The negative effects of skin bleaching can include skin irritation, itchy or flaking skin, inflammation and the feeling that your skin is burning, according to doctors. Two common ingredients are hydroquinone and mercury, which medics warn can lead to skin cancer or organ failure.

However, women in many African countries say their prospects – from jobs to dating – are improved when they bleach their skin. It’s not enough to ban the products, you need to create a world where dark-skinned women aren’t discriminated against, they argue.

In Uganda, skin lightening is nothing new. Back in the 1960s, Gulu poet Okot p’Bitek wrote about women who lighten their skin, describing one whose face was “eaten up . . . raw and red . . . tender like the skin of a newly born baby”.

“Some ladies, Africans, others, they don’t trust their colours,” said Ensinikweri Enock, a 36-year-old who works in a salon in Gulu main market, doing manicures and pedicures.

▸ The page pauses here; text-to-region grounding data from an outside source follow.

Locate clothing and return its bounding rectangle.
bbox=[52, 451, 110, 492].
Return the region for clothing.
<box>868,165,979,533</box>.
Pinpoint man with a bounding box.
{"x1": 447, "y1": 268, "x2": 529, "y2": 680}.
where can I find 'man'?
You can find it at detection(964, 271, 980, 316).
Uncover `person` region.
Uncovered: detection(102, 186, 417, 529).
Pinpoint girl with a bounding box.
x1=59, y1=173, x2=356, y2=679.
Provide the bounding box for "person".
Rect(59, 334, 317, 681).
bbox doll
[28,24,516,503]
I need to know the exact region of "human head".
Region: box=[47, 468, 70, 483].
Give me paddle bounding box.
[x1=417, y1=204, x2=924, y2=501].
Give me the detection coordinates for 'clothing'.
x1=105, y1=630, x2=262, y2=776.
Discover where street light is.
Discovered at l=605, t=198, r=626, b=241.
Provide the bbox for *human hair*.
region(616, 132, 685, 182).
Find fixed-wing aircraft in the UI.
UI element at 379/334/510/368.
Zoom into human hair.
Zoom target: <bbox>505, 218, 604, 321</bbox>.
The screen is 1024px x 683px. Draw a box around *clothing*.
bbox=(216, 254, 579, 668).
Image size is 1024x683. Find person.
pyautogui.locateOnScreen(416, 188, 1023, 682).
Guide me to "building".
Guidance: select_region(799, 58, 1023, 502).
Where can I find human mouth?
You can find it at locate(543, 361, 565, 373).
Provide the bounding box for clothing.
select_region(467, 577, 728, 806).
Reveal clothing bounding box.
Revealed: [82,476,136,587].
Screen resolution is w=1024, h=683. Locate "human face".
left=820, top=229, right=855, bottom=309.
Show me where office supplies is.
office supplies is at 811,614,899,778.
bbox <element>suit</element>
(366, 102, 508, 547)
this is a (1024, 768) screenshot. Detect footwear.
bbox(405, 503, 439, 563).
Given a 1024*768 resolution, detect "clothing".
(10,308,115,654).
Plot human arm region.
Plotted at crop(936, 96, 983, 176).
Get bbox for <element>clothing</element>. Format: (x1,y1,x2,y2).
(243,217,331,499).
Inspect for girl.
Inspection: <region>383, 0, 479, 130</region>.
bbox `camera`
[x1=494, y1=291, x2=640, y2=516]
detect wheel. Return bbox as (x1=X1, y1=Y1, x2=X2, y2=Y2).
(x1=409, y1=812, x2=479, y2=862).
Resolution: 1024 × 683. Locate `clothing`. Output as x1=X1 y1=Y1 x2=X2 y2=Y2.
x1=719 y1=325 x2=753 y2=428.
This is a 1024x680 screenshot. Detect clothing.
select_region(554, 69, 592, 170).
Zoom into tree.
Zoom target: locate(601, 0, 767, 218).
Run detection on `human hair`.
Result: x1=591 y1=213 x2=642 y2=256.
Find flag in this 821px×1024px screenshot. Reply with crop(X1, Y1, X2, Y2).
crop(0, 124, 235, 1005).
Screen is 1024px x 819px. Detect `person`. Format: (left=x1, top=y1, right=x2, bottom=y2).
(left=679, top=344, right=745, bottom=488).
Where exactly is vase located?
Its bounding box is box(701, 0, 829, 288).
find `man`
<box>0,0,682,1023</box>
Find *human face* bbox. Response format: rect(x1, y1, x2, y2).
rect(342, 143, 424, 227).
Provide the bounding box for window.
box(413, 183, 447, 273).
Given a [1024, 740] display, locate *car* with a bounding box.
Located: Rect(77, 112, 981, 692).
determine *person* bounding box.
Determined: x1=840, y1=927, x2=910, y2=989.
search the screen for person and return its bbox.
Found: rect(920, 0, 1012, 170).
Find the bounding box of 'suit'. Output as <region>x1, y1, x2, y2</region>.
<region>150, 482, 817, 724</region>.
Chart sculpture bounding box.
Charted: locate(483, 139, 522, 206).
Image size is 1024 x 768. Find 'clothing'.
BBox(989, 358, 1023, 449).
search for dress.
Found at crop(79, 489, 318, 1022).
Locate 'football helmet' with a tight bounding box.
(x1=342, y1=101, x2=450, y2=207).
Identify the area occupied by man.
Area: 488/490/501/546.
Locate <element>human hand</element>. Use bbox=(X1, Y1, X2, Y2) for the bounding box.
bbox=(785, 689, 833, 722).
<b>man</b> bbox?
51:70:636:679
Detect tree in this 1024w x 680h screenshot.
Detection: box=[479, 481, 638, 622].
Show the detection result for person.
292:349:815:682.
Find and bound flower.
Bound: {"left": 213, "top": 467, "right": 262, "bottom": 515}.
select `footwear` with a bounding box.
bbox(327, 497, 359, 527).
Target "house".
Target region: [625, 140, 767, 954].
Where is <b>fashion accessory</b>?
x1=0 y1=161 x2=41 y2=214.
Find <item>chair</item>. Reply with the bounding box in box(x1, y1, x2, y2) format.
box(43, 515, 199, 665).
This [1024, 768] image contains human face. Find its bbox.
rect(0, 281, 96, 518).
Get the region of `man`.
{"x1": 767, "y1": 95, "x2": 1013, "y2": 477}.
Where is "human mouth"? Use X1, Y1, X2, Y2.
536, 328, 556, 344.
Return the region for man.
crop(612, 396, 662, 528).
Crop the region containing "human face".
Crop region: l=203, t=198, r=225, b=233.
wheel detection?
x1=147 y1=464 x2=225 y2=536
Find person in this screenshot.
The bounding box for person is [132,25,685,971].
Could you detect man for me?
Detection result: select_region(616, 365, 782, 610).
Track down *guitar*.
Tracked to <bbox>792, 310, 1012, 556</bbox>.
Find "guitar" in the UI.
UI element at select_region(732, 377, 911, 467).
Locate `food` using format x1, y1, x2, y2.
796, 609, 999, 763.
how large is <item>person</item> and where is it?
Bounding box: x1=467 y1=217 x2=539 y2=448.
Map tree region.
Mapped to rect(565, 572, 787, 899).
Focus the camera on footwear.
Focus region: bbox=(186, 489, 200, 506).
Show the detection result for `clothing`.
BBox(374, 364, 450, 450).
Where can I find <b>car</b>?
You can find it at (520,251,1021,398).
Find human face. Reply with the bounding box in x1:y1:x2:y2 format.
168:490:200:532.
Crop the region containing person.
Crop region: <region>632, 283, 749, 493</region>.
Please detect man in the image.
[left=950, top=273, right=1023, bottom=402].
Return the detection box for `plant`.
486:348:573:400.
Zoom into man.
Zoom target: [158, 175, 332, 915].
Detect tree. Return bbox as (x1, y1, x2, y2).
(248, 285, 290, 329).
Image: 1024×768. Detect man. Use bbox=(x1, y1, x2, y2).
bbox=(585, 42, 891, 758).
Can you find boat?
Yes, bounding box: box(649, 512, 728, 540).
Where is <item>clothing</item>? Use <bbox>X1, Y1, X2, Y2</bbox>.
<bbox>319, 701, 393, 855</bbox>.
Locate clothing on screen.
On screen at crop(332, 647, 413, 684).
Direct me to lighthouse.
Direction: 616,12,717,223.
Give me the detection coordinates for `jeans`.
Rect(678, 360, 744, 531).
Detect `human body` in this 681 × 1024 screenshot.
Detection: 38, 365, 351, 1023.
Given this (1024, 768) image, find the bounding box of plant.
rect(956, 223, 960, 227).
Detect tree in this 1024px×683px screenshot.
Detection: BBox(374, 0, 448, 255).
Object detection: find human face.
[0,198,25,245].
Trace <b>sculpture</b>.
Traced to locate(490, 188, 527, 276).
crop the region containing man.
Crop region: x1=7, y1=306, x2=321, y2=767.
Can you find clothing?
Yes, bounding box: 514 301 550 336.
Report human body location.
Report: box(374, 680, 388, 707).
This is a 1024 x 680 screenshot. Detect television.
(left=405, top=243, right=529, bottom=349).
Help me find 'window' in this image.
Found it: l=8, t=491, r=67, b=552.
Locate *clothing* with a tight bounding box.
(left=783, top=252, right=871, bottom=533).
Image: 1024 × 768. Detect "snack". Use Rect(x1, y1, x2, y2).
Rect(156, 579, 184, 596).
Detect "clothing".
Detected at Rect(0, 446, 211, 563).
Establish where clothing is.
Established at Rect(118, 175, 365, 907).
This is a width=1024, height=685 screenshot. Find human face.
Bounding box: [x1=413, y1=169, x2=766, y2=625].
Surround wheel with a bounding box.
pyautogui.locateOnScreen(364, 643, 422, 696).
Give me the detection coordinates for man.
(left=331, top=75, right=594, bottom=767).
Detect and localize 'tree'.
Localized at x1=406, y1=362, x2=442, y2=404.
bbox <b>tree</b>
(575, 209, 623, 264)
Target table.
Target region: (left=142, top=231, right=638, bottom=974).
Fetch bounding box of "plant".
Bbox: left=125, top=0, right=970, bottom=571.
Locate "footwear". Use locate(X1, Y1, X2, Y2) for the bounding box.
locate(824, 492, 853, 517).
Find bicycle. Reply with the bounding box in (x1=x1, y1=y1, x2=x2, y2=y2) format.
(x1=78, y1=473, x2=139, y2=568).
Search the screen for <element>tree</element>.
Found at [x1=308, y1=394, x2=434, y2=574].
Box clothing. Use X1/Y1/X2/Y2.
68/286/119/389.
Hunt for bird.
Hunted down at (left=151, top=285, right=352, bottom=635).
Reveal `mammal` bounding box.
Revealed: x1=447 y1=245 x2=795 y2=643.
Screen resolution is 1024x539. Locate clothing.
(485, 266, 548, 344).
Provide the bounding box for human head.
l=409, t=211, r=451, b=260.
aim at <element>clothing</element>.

“They like [it], especially ladies. It is dangerous because sometimes when some people are changing the oils you find they get these pimples, especially if you don’t first consult with a skin specialist. And some people, they begin to get some bad smell because the gel is reacting to their skin.”

“For those ones who have been bleaching tremendously it is a problem because money for buying such a kind of gel is not there,” he said. “But still others love their colours.”

That’s the case for Anena Jackline, a 30-year-old actor who lives nearby. “I think one should appreciate who they are,” she said, worrying Ugandans are falling victim to aggressive marketing, putting them at risk of low self-esteem. “It is always good to be proud of yourself. Melanin is so, so good. For me, I can never tamper with my skin. I find it looking good like this. I love it black.”